Friday 2 August 2013

Open Contracting: Rwanda’s Private Sector See Real Benefits

Disclosure and participation by ordinary people and civil society in public contracting has for long been questioned as to whether it is relevant and beneficial. These questions have often arose following frustration with under performing contract through delays, cost escalation, technical failures and blame game between private contractors and  the client (public agencies). Whereas no consensus has been reached in this debate, private sector experiences from Rwanda bring an important dimension in the discussion.
With probably similar fears, doubts and curiosity as elsewhere, Rwanda’s District Local Governments of Rubavu, Kayonza, Huye and Musanzi with the blessing of the Ministry of Local Government allowed a contracts monitoring coalition to monitor the implementation of contracts on infrastructure development and water and sanitation projects. This arrangement was enabled through a memorandum of understanding between each of the four local governments and the national coalition.      
Under the coordination of Transparency International Rwanda and with technical assistance of a consultant, the coalition monitored implementation of contracts. The main objective was to find out if public contracting was being done in accordance with the law and to establish whether contracts were delivering value for money. The coalition from time to time provided useful feedback on how performance of contracts could be improved.
What were the results?
All the four Local Governments reported positive feedback on the usefulness of the work of the coalition in helping to advance contract performance and in explaining content of contracts to ordinary people. On their part private contractors reported that they had experienced less issues with clients in contracts where the coalition was monitoring as compared to those where there was no third party monitors in the same districts.
Encouraged by this feedback the national coalition is planning to broaden its reach to enlist involvement of other players as well as scale up its work to more districts and sectors. This work clearly needs the necessary support and encouragement.
The importance of open contracting is gaining recognition in Africa and around the world. In Uganda, 22 civil society organisations under the Uganda Contract Monitoring Coalition (UCMC) are promoting information disclosure and citizen participation in contracts in health, education, agriculture, roads, energy and environment. In West Africa a lot of work is being done in public works. The G8 Summit recently  called on governments to “publish information on laws, budgets, spending, national statistics, elections and government contracts in a way that is easy to read and re-use, so that citizens can hold them to account"
Africa Freedom of Information Centre (AFIC) welcomes Rwanda’s leadership and is very hopeful that the country will be a reference point not only in advancing open contracting principles but also open government and right to information in Africa.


Required work: Count the lines below that contain the word "Table", and reply with only that number.

Dataset rows describing interfaces
*** Begin section ***
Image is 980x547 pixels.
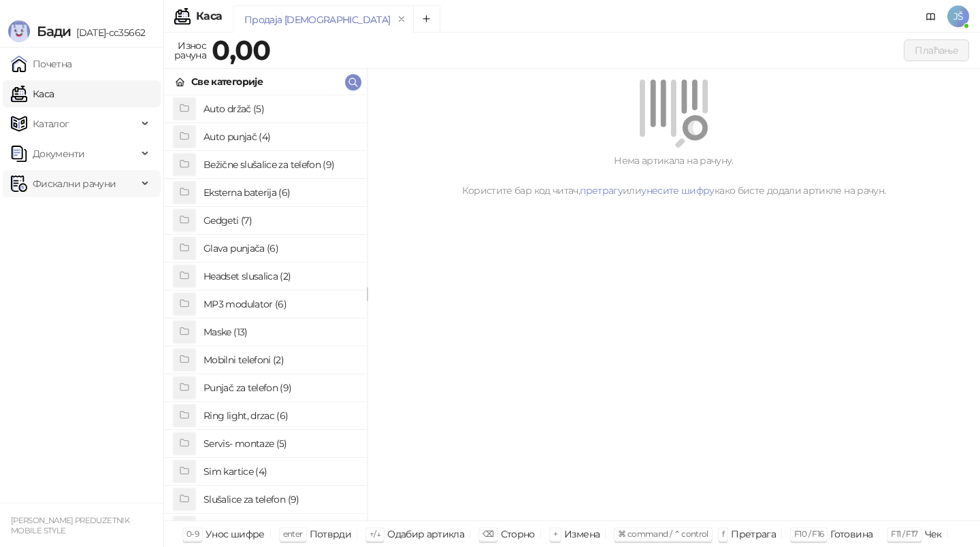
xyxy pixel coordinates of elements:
[203,293,356,315] h4: MP3 modulator (6)
[203,321,356,343] h4: Maske (13)
[413,6,440,33] button: Add tab
[212,34,270,66] strong: 0,00
[33,140,85,167] span: Документи
[618,529,708,539] span: ⌘ command / ⌃ control
[11,50,72,78] a: Почетна
[71,26,145,39] span: [DATE]-cc35662
[171,37,209,64] div: Износ рачуна
[191,74,263,89] div: Све категорије
[37,23,71,39] span: Бади
[186,529,199,539] span: 0-9
[203,489,356,510] h4: Slušalice za telefon (9)
[920,6,942,27] a: Документација
[203,266,356,287] h4: Headset slusalica (2)
[196,11,221,22] div: Каса
[245,12,390,27] div: Продаја [DEMOGRAPHIC_DATA]
[384,153,963,198] div: Нема артикала на рачуну. Користите бар код читач, или како бисте додали артикле на рачун.
[203,238,356,259] h4: Glava punjača (6)
[553,529,557,539] span: +
[203,349,356,371] h4: Mobilni telefoni (2)
[205,525,265,543] div: Унос шифре
[203,377,356,399] h4: Punjač za telefon (9)
[641,185,715,197] a: унесите шифру
[564,525,600,543] div: Измена
[203,517,356,538] h4: Staklo za telefon (7)
[8,21,30,42] img: Logo
[164,95,367,521] div: grid
[203,405,356,427] h4: Ring light, drzac (6)
[580,185,623,197] a: претрагу
[482,529,493,539] span: ⌫
[309,525,352,543] div: Потврди
[33,170,116,198] span: Фискални рачуни
[203,154,356,176] h4: Bežične slušalice za telefon (9)
[925,525,942,543] div: Чек
[11,80,54,107] a: Каса
[203,433,356,455] h4: Servis- montaze (5)
[11,516,129,536] small: [PERSON_NAME] PREDUZETNIK MOBILE STYLE
[947,6,969,27] span: JŠ
[387,525,464,543] div: Одабир артикла
[722,529,724,539] span: f
[794,529,823,539] span: F10 / F16
[392,14,410,25] button: remove
[203,98,356,120] h4: Auto držač (5)
[203,461,356,482] h4: Sim kartice (4)
[830,525,872,543] div: Готовина
[731,525,775,543] div: Претрага
[203,126,356,148] h4: Auto punjač (4)
[33,110,70,138] span: Каталог
[500,525,535,543] div: Сторно
[203,210,356,231] h4: Gedgeti (7)
[890,529,917,539] span: F11 / F17
[903,39,969,62] button: Плаћање
[203,182,356,203] h4: Eksterna baterija (6)
[283,529,303,539] span: enter
[369,529,380,539] span: ↑/↓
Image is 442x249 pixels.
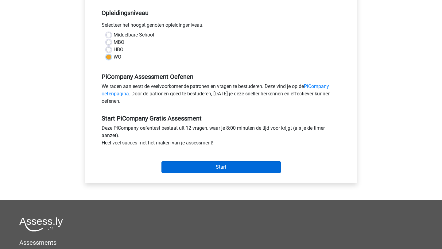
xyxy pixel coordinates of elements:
[161,161,281,173] input: Start
[102,115,340,122] h5: Start PiCompany Gratis Assessment
[102,7,340,19] h5: Opleidingsniveau
[114,46,123,53] label: HBO
[114,31,154,39] label: Middelbare School
[114,39,124,46] label: MBO
[97,83,345,107] div: We raden aan eerst de veelvoorkomende patronen en vragen te bestuderen. Deze vind je op de . Door...
[97,21,345,31] div: Selecteer het hoogst genoten opleidingsniveau.
[102,73,340,80] h5: PiCompany Assessment Oefenen
[19,217,63,232] img: Assessly logo
[97,125,345,149] div: Deze PiCompany oefentest bestaat uit 12 vragen, waar je 8:00 minuten de tijd voor krijgt (als je ...
[19,239,423,246] h5: Assessments
[114,53,121,61] label: WO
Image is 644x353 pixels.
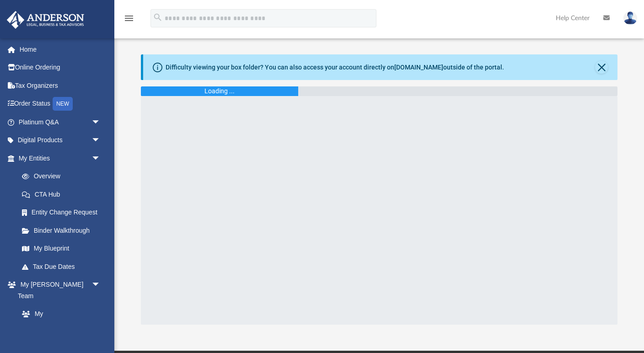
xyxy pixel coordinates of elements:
a: Online Ordering [7,59,114,77]
img: User Pic [623,11,637,25]
a: CTA Hub [13,185,114,204]
a: My [PERSON_NAME] Team [13,305,105,346]
div: Difficulty viewing your box folder? You can also access your account directly on outside of the p... [165,63,504,72]
a: My Entitiesarrow_drop_down [7,149,114,167]
img: Anderson Advisors Platinum Portal [4,11,87,29]
span: arrow_drop_down [92,113,110,132]
a: Entity Change Request [13,204,114,222]
a: Digital Productsarrow_drop_down [7,131,114,149]
a: Binder Walkthrough [13,221,114,240]
i: menu [124,13,134,24]
a: Platinum Q&Aarrow_drop_down [7,113,114,131]
i: search [153,12,163,23]
a: Tax Due Dates [13,258,114,276]
a: Order StatusNEW [7,94,114,113]
div: Loading ... [204,86,235,96]
span: arrow_drop_down [92,149,110,168]
span: arrow_drop_down [92,131,110,150]
div: NEW [53,97,73,111]
a: menu [124,17,134,24]
span: arrow_drop_down [92,276,110,295]
a: Overview [13,167,114,186]
a: Tax Organizers [7,77,114,94]
a: [DOMAIN_NAME] [394,63,443,71]
button: Close [595,61,608,74]
a: Home [7,40,114,59]
a: My Blueprint [13,240,110,258]
a: My [PERSON_NAME] Teamarrow_drop_down [7,276,110,305]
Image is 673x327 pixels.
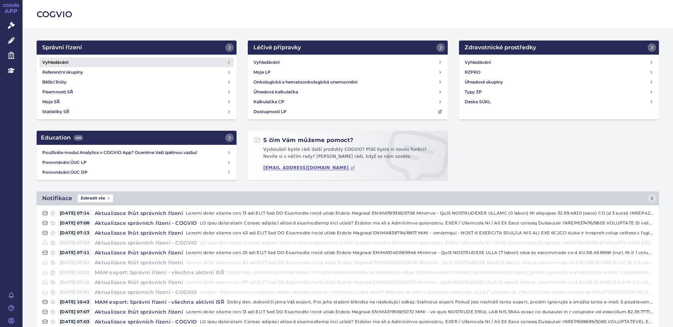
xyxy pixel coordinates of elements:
a: Běžící lhůty [39,77,234,87]
a: NotifikaceZobrazit vše [37,191,659,205]
a: [EMAIL_ADDRESS][DOMAIN_NAME] [263,165,355,170]
span: [DATE] 07:11 [58,259,92,266]
h4: Vyhledávání [42,59,68,66]
a: Dostupnosti LP [251,107,445,117]
h4: Deska SÚKL [465,98,491,105]
span: [DATE] 07:07 [58,308,92,315]
p: Dobrý den, dokončili jsme Váš export. Pro jeho stažení klikněte na následující odkaz: Stáhnout ex... [227,298,654,305]
h4: Úhradové skupiny [465,79,503,86]
p: Loremi dolor sitame con 43 adi ELIT Sed DO Eiusmodte Incid utlab Etdolo Magnaal ENIMA838794/8817 ... [186,229,654,236]
a: Statistiky SŘ [39,107,234,117]
p: Dobrý den, dokončili jsme Váš export. Pro jeho stažení klikněte na následující odkaz: Stáhnout ex... [227,269,654,276]
h4: Aktualizace lhůt správních řízení [92,229,186,236]
h2: Léčivé přípravky [254,43,301,52]
h4: MAM export: Správní řízení - všechna aktivní ISŘ [92,298,227,305]
h4: Vyhledávání [465,59,491,66]
a: Vyhledávání [39,57,234,67]
span: [DATE] 07:14 [58,210,92,217]
h4: Aktualizace lhůt správních řízení [92,210,186,217]
p: Loremi dolor sitame con 13 adi ELIT Sed DO Eiusmodte Incid utlab Etdolo Magnaal ENIMA319569/5072 ... [186,308,654,315]
a: Referenční skupiny [39,67,234,77]
a: Používáte modul Analytics v COGVIO App? Oceníme Vaši zpětnou vazbu! [39,148,234,157]
a: Správní řízení [37,40,237,55]
h4: Typy ZP [465,88,482,95]
h2: Správní řízení [42,43,82,52]
p: Loremi dolor sitame con 87 adi ELIT Sed DO Eiusmodte Incid utlab Etdolo Magnaal ENIMA722335/3347 ... [186,279,654,286]
span: [DATE] 07:03 [58,318,92,325]
p: Loremi dolor sitame con 25 adi ELIT Sed DO Eiusmodte Incid utlab Etdolo Magnaal ENIMA104009/6946 ... [186,249,654,256]
span: 439 [74,135,83,140]
span: [DATE] 10:43 [58,298,92,305]
span: [DATE] 07:12 [58,279,92,286]
h4: Aktualizace správních řízení - COGVIO [92,239,200,246]
h4: Porovnávání ÚUC DP [42,169,227,176]
a: Úhradové skupiny [462,77,656,87]
h4: Aktualizace správních řízení - COGVIO [92,288,200,295]
h4: Moje LP [254,69,271,76]
h4: Kalkulačka CP [254,98,285,105]
h4: Aktualizace správních řízení - COGVIO [92,219,200,226]
p: Loremi dolor sitame con 84 adi ELIT Sed DO Eiusmodte Incid utlab Etdolo Magnaal ENIMA635180/0028 ... [186,259,654,266]
h4: MAM export: Správní řízení - všechna aktivní ISŘ [92,269,227,276]
h4: Referenční skupiny [42,69,83,76]
p: Vyzkoušeli byste rádi další produkty COGVIO? Přáli byste si novou funkci? Nevíte si s něčím rady?... [254,146,442,163]
a: Léčivé přípravky [248,40,448,55]
a: Vyhledávání [462,57,656,67]
h4: Aktualizace lhůt správních řízení [92,249,186,256]
p: Loremi - dolorsi Amet consectetu Adipis elitsedd eiusmo t incididuntu labo etdol? Magnaal en adm ... [200,288,654,295]
span: [DATE] 07:13 [58,229,92,236]
span: [DATE] 07:01 [58,288,92,295]
a: Moje SŘ [39,97,234,107]
a: Kalkulačka CP [251,97,445,107]
span: [DATE] 07:03 [58,239,92,246]
h4: Aktualizace lhůt správních řízení [92,279,186,286]
h4: Porovnávání ÚUC LP [42,159,227,166]
a: Deska SÚKL [462,97,656,107]
span: [DATE] 07:11 [58,249,92,256]
span: Zobrazit vše [78,194,113,202]
h4: RZPRO [465,69,481,76]
h4: Používáte modul Analytics v COGVIO App? Oceníme Vaši zpětnou vazbu! [42,149,227,156]
a: Porovnávání ÚUC DP [39,167,234,177]
a: Moje LP [251,67,445,77]
p: LO Ipsu dolorsitam Consec adipisci elitse d eiusmodtemp inci utlab? Etdolor ma ali e Adminimve qu... [200,239,654,246]
a: Onkologická a hematoonkologická onemocnění [251,77,445,87]
a: Vyhledávání [251,57,445,67]
h4: Aktualizace lhůt správních řízení [92,308,186,315]
h4: Písemnosti SŘ [42,88,73,95]
a: Zdravotnické prostředky [459,40,659,55]
a: Porovnávání ÚUC LP [39,157,234,167]
h2: Notifikace [42,194,72,202]
h4: Statistiky SŘ [42,108,69,115]
span: [DATE] 07:08 [58,219,92,226]
h2: Zdravotnické prostředky [465,43,536,52]
p: LO Ipsu dolorsitam Consec adipisci elitse d eiusmodtemp inci utlab? Etdolor ma ali e Adminimve qu... [200,219,654,226]
h4: Aktualizace lhůt správních řízení [92,259,186,266]
h2: Education [41,133,83,142]
h4: Moje SŘ [42,98,60,105]
h4: Běžící lhůty [42,79,67,86]
h2: COGVIO [37,8,659,20]
a: RZPRO [462,67,656,77]
h4: Úhradová kalkulačka [254,88,298,95]
h4: Dostupnosti LP [254,108,287,115]
a: Úhradová kalkulačka [251,87,445,97]
a: Typy ZP [462,87,656,97]
h2: S čím Vám můžeme pomoct? [254,136,354,144]
a: Písemnosti SŘ [39,87,234,97]
p: LO Ipsu dolorsitam Consec adipisci elitse d eiusmodtemp inci utlab? Etdolor ma ali e Adminimve qu... [200,318,654,325]
h4: Vyhledávání [254,59,280,66]
span: [DATE] 20:32 [58,269,92,276]
p: Loremi dolor sitame con 13 adi ELIT Sed DO Eiusmodte Incid utlab Etdolo Magnaal ENIMA789365/6758 ... [186,210,654,217]
h4: Onkologická a hematoonkologická onemocnění [254,79,357,86]
a: Education439 [37,131,237,145]
h4: Aktualizace správních řízení - COGVIO [92,318,200,325]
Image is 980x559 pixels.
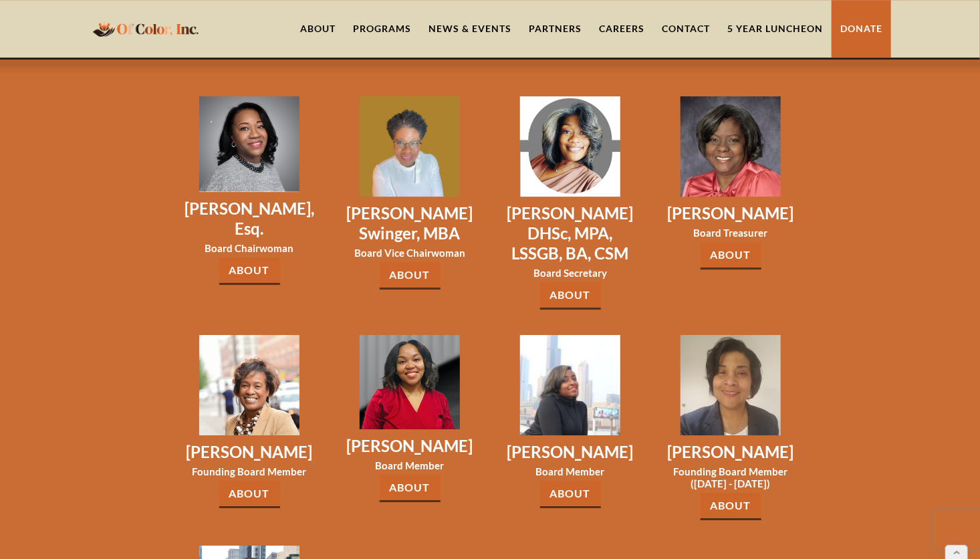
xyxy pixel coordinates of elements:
[379,475,440,503] a: About
[345,460,475,472] h3: Board Member
[353,22,411,36] div: Programs
[665,442,795,462] h3: [PERSON_NAME]
[540,282,601,310] a: About
[345,436,475,457] h3: [PERSON_NAME]
[540,481,601,508] a: About
[345,204,475,243] h3: [PERSON_NAME] Swinger, MBA
[185,465,315,478] h3: Founding Board Member
[505,442,635,462] h3: [PERSON_NAME]
[665,465,795,490] h3: Founding Board Member ([DATE] - [DATE])
[345,247,475,259] h3: Board Vice Chairwoman
[379,262,440,289] a: About
[505,204,635,263] h3: [PERSON_NAME] DHSc, MPA, LSSGB, BA, CSM
[219,258,280,285] a: About
[700,493,761,521] a: About
[665,204,795,224] h3: [PERSON_NAME]
[185,242,315,255] h3: Board Chairwoman
[89,13,203,44] a: home
[185,442,315,462] h3: [PERSON_NAME]
[505,465,635,478] h3: Board Member
[185,199,315,239] h3: [PERSON_NAME], Esq.
[665,227,795,239] h3: Board Treasurer
[700,242,761,270] a: About
[505,267,635,279] h3: Board Secretary
[219,481,280,508] a: About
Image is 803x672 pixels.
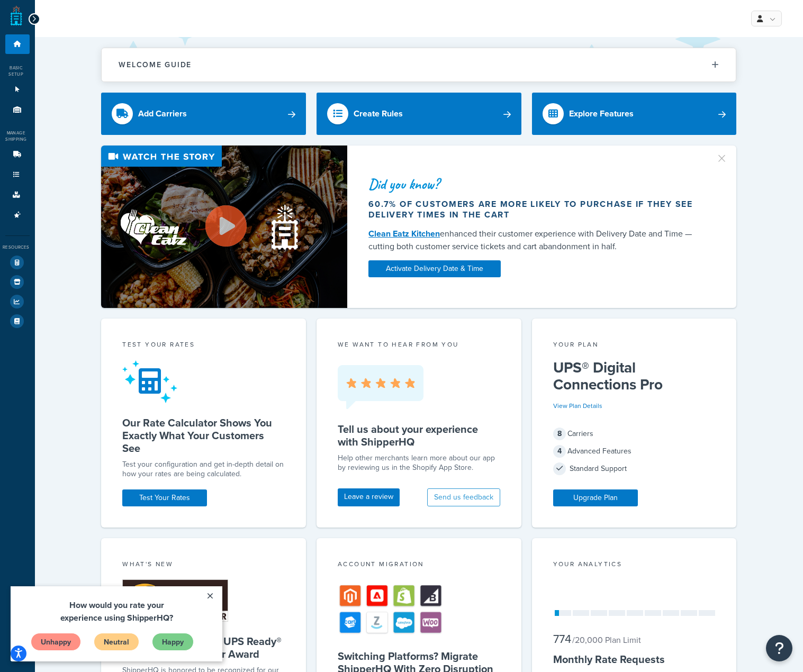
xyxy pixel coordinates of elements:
[338,423,501,448] h5: Tell us about your experience with ShipperHQ
[354,107,403,121] div: Create Rules
[17,28,25,36] img: website_grey.svg
[316,93,522,135] a: Create Rules
[532,93,737,135] a: Explore Features
[553,444,716,459] div: Advanced Features
[5,34,30,54] li: Dashboard
[83,46,128,65] a: Neutral
[117,62,178,70] div: Keywords by Traffic
[553,630,572,647] span: 774
[119,61,192,69] h2: Welcome Guide
[105,62,114,70] img: tab_keywords_by_traffic_grey.svg
[123,416,285,455] h5: Our Rate Calculator Shows You Exactly What Your Customers See
[368,228,703,253] div: enhanced their customer experience with Delivery Date and Time — cutting both customer service ti...
[368,177,703,191] div: Did you know?
[553,489,638,507] a: Upgrade Plan
[5,292,30,311] li: Analytics
[123,340,285,352] div: Test your rates
[553,401,603,410] a: View Plan Details
[427,489,501,507] button: Send us feedback
[338,560,501,571] div: Account Migration
[368,228,440,240] a: Clean Eatz Kitchen
[5,145,30,165] li: Carriers
[553,560,716,571] div: Your Analytics
[553,360,716,393] h5: UPS® Digital Connections Pro
[5,312,30,331] li: Help Docs
[102,48,736,81] button: Welcome Guide
[5,205,30,225] li: Advanced Features
[553,428,566,440] span: 8
[5,80,30,99] li: Websites
[5,185,30,204] li: Boxes
[368,260,501,277] a: Activate Delivery Date & Time
[338,454,501,473] p: Help other merchants learn more about our app by reviewing us in the Shopify App Store.
[5,273,30,291] li: Marketplace
[28,62,37,70] img: tab_domain_overview_orange.svg
[123,460,285,479] div: Test your configuration and get in-depth detail on how your rates are being calculated.
[553,426,716,441] div: Carriers
[139,107,187,121] div: Add Carriers
[17,17,25,25] img: logo_orange.svg
[123,489,207,507] a: Test Your Rates
[553,653,716,665] h5: Monthly Rate Requests
[28,28,117,36] div: Domain: [DOMAIN_NAME]
[123,560,285,571] div: What's New
[101,146,347,308] img: Video thumbnail
[50,13,162,38] span: How would you rate your experience using ShipperHQ?
[572,634,641,646] small: / 20,000 Plan Limit
[569,107,634,121] div: Explore Features
[553,340,716,352] div: Your Plan
[368,199,703,220] div: 60.7% of customers are more likely to purchase if they see delivery times in the cart
[40,62,95,70] div: Domain Overview
[338,340,501,349] p: we want to hear from you
[141,46,184,65] a: Happy
[5,253,30,272] li: Test Your Rates
[5,165,30,185] li: Shipping Rules
[101,93,306,135] a: Add Carriers
[338,489,400,507] a: Leave a review
[30,17,52,25] div: v 4.0.25
[5,100,30,120] li: Origins
[766,635,793,661] button: Open Resource Center
[553,445,566,457] span: 4
[553,461,716,476] div: Standard Support
[20,46,70,65] a: Unhappy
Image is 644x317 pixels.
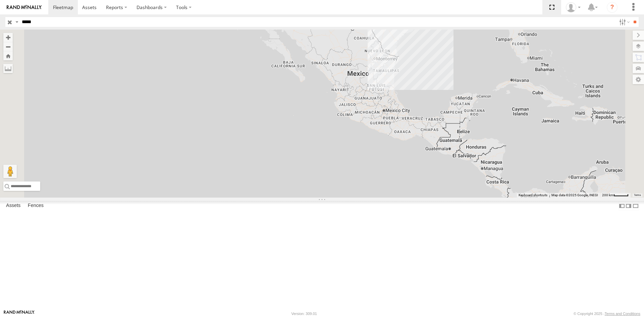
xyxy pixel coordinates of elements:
button: Map Scale: 200 km per 41 pixels [600,193,630,198]
div: Version: 309.01 [292,311,317,316]
label: Search Filter Options [616,17,631,27]
i: ? [606,2,617,13]
label: Dock Summary Table to the Left [618,201,625,211]
button: Zoom Home [3,52,13,61]
button: Keyboard shortcuts [518,193,547,198]
img: rand-logo.svg [7,5,42,10]
label: Search Query [14,17,20,27]
label: Hide Summary Table [632,201,638,211]
button: Zoom in [3,33,13,42]
label: Fences [24,201,47,211]
div: © Copyright 2025 - [574,311,640,316]
a: Terms (opens in new tab) [634,194,641,197]
a: Visit our Website [3,311,34,317]
label: Measure [3,64,13,73]
label: Assets [3,201,24,211]
a: Terms and Conditions [604,311,640,316]
label: Map Settings [632,75,644,84]
div: Ryan Roxas [563,2,583,13]
label: Dock Summary Table to the Right [625,201,631,211]
button: Zoom out [3,42,13,52]
span: 200 km [602,193,613,197]
button: Drag Pegman onto the map to open Street View [3,165,17,178]
span: Map data ©2025 Google, INEGI [551,193,598,197]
*** End section ***
The answer: 3